🤖 AI Summary
This study addresses the ongoing challenge in drug development of integrating and structuring multidimensional patient-centered outcomes to enable comprehensive efficacy evaluation. It systematically compares three hierarchical composite methodologies—Generalized Pairwise Comparisons (GPC), Desirability of Outcome Ranking (DOOR), and the Markov Ordinal State Transition (MOST) model—and, for the first time, establishes their theoretical connections while elucidating fundamental structural and philosophical differences. Through statistical modeling, illustrative case analyses, and methodological comparison, the work clarifies the underlying mechanisms, appropriate use cases, strengths, and limitations of each approach. The findings provide a unified methodological framework to guide the design of patient-centered clinical trials and suggest promising directions for future research in outcome-based therapeutic assessment.
📝 Abstract
There is a growing recognition of the importance to involve patients in every stage of drug development. This shift acknowledges that patients' perspectives, experiences, and preferences are essential for ensuring that treatments meet real-world needs. In this context, a new body of statistical literature has emerged, focusing not only on the simultaneous consideration of multiple outcomes that reflect patients' overall experiences, but also on their structured prioritization. We refer to this class of approaches as hierarchical multi-component statistical methods. Among these, two influential frameworks - generalized pairwise comparisons (GPC) and desirability of outcome ranking (DOOR) - have emerged in the last decade, each aiming to offer a comprehensive approach to evaluating treatment effects. A new methodology, referred to here as the Markov ordinal state transition model (MOST), has recently been introduced without focusing on an explicit link with GPC nor DOOR. This paper seeks to fill this gap by offering a comprehensive and comparative analysis of the three approaches. Through examples and an exploration of the structural and philosophical differences between the methods, our aim is to provide guidance and encourage lines of research in the rapidly-evolving landscape of hierarchical multi-component statistical methodologies.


**YOUR INSTRUCTIONS:** Go through the data and say how many lines include the string "Image"; return only the figure.

SOURCE DATA: Begin

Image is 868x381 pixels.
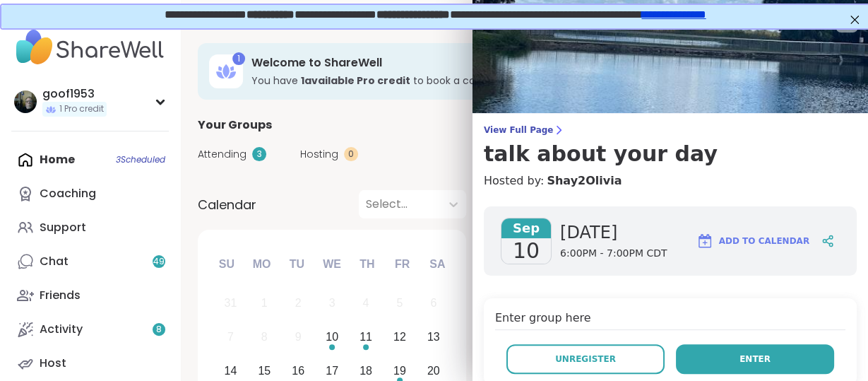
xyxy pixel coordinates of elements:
div: Choose Saturday, September 13th, 2025 [418,322,448,353]
div: Not available Thursday, September 4th, 2025 [351,289,381,319]
div: 11 [359,327,372,346]
a: Coaching [11,176,169,211]
div: Fr [386,248,417,280]
h4: Enter group here [495,310,845,330]
span: Unregister [555,353,616,365]
div: 9 [295,327,301,346]
div: Choose Wednesday, September 10th, 2025 [317,322,347,353]
span: Enter [739,353,770,365]
div: Tu [281,248,312,280]
div: Not available Sunday, August 31st, 2025 [216,289,246,319]
span: [DATE] [560,221,667,244]
img: ShareWell Logomark [696,233,713,249]
span: Add to Calendar [719,235,809,248]
button: Add to Calendar [690,224,816,258]
div: Choose Thursday, September 11th, 2025 [351,322,381,353]
div: 1 [261,293,268,312]
div: Activity [39,322,82,337]
div: Coaching [39,186,96,201]
a: Shay2Olivia [546,173,621,189]
div: 12 [394,327,406,346]
div: 16 [291,361,304,380]
div: 31 [224,293,237,312]
div: Friends [39,288,80,303]
span: 8 [156,323,162,336]
a: Activity8 [11,312,169,346]
div: Not available Monday, September 8th, 2025 [249,322,279,353]
div: 1 [232,52,245,65]
div: Not available Tuesday, September 9th, 2025 [283,322,313,353]
div: Chat [39,254,69,269]
button: Enter [676,344,834,374]
div: 14 [224,361,237,380]
span: 10 [512,238,540,264]
div: 7 [227,327,234,346]
div: 4 [362,293,369,312]
div: 6 [430,293,437,312]
div: 2 [295,293,301,312]
h3: Welcome to ShareWell [251,55,707,70]
div: 15 [258,361,270,380]
div: 5 [396,293,403,312]
div: 0 [344,147,358,161]
span: View Full Page [484,124,857,136]
div: 3 [329,293,335,312]
a: View Full Pagetalk about your day [484,124,857,167]
div: 3 [252,147,266,161]
span: Sep [501,218,551,238]
span: Calendar [198,195,257,214]
div: We [316,248,347,280]
div: Su [211,248,242,280]
div: Not available Tuesday, September 2nd, 2025 [283,289,313,319]
button: Unregister [506,344,664,374]
div: Not available Friday, September 5th, 2025 [384,289,415,319]
div: goof1953 [42,86,107,101]
h4: Hosted by: [484,173,857,189]
span: 49 [153,256,164,268]
a: Friends [11,279,169,312]
div: 18 [359,361,372,380]
a: Chat49 [11,245,169,279]
h3: You have to book a coaching group. [251,73,707,88]
h3: talk about your day [484,142,857,167]
div: 8 [261,327,268,346]
div: 20 [427,361,440,380]
b: 1 available Pro credit [300,73,410,88]
div: Sa [422,248,453,280]
img: goof1953 [14,90,37,113]
div: Not available Saturday, September 6th, 2025 [418,289,448,319]
div: Mo [246,248,277,280]
span: 6:00PM - 7:00PM CDT [560,247,667,261]
div: 13 [427,327,440,346]
a: Host [11,346,169,380]
div: Choose Friday, September 12th, 2025 [384,322,415,353]
img: ShareWell Nav Logo [11,23,169,72]
div: Not available Wednesday, September 3rd, 2025 [317,289,347,319]
div: 17 [325,361,338,380]
div: Th [352,248,383,280]
div: Not available Sunday, September 7th, 2025 [216,322,246,353]
div: 19 [394,361,406,380]
span: Your Groups [198,117,272,133]
span: Hosting [300,147,338,162]
div: Not available Monday, September 1st, 2025 [249,289,279,319]
span: 1 Pro credit [59,103,104,115]
span: Attending [198,147,247,162]
a: Support [11,211,169,245]
div: Host [39,355,67,371]
div: 10 [325,327,338,346]
div: Support [39,220,86,236]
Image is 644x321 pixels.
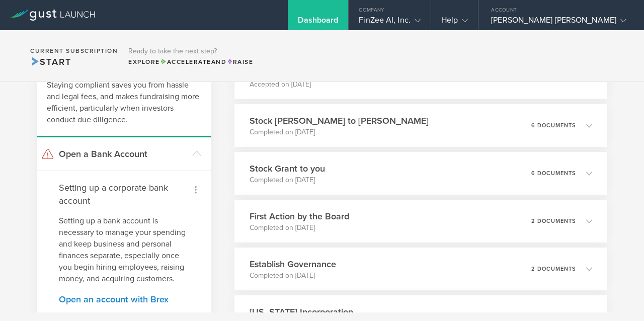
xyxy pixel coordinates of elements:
div: Dashboard [298,15,338,31]
p: 6 documents [531,123,576,129]
h4: Setting up a corporate bank account [59,181,189,207]
p: Completed on [DATE] [249,270,336,280]
p: 2 documents [531,218,576,224]
div: Help [441,15,468,31]
p: Completed on [DATE] [249,127,429,137]
div: Staying compliant saves you from hassle and legal fees, and makes fundraising more efficient, par... [37,70,212,137]
p: 6 documents [531,171,576,176]
h3: Stock [PERSON_NAME] to [PERSON_NAME] [249,114,429,127]
p: Completed on [DATE] [249,175,325,185]
p: Completed on [DATE] [249,223,349,233]
p: Setting up a bank account is necessary to manage your spending and keep business and personal fin... [59,215,189,285]
div: FinZee AI, Inc. [359,15,421,31]
h3: First Action by the Board [249,210,349,223]
p: 2 documents [531,266,576,272]
h3: Stock Grant to you [249,162,325,175]
p: Accepted on [DATE] [249,79,413,89]
h3: [US_STATE] Incorporation [249,305,353,318]
h3: Ready to take the next step? [129,48,253,54]
span: Raise [227,58,253,65]
h3: Establish Governance [249,257,336,270]
span: and [160,58,227,65]
span: Accelerate [160,58,212,65]
div: Ready to take the next step?ExploreAccelerateandRaise [123,40,258,71]
div: [PERSON_NAME] [PERSON_NAME] [491,15,627,31]
div: Explore [129,57,253,66]
h2: Current Subscription [31,48,118,54]
h3: Open a Bank Account [59,147,188,160]
span: Start [31,57,71,68]
a: Open an account with Brex [59,295,189,304]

SOURCE DATA: End

**RESULT:** 2